Starting at the line that contains "Task: Click on the Learn", print every remaining line of the entries, unchanged, and output nothing more.

--

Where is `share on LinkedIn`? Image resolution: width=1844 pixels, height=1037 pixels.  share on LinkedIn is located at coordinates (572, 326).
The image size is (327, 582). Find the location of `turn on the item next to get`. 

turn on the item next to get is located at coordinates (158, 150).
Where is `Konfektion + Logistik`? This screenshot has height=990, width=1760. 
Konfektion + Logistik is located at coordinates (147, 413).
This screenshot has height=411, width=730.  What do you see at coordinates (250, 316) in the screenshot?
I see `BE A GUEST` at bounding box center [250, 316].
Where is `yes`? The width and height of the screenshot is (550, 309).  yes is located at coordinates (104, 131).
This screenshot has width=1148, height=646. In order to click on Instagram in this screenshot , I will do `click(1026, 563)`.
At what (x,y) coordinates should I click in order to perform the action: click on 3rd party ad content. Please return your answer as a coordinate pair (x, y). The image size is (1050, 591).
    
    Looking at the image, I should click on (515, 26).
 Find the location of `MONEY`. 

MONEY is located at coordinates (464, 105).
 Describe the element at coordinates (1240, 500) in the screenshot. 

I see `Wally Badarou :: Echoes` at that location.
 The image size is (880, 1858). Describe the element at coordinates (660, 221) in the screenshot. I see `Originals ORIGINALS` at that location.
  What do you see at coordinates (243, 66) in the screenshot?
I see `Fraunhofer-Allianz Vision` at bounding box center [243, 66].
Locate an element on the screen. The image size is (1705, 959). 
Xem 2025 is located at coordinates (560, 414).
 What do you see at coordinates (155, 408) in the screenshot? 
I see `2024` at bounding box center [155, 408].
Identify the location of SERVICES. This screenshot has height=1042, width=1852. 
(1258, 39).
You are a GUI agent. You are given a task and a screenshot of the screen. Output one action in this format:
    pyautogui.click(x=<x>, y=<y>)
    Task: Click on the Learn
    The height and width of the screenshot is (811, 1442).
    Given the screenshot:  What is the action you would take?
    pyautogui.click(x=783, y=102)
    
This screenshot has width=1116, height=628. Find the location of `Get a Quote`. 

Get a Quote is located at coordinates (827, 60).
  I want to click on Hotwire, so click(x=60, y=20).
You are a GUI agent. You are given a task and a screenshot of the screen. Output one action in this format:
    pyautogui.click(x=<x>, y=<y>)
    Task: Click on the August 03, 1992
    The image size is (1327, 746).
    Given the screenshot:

--

Response area —
    Task: Click on the Learn
    The height and width of the screenshot is (811, 1442).
    Given the screenshot:  What is the action you would take?
    pyautogui.click(x=783, y=102)
    
This screenshot has width=1116, height=628. Find the location of `Get a Quote`. 

Get a Quote is located at coordinates (827, 60).
  I want to click on Hotwire, so click(x=60, y=20).
You are a GUI agent. You are given a task and a screenshot of the screen. Output one action in this format:
    pyautogui.click(x=<x>, y=<y>)
    Task: Click on the August 03, 1992
    The image size is (1327, 746).
    Given the screenshot:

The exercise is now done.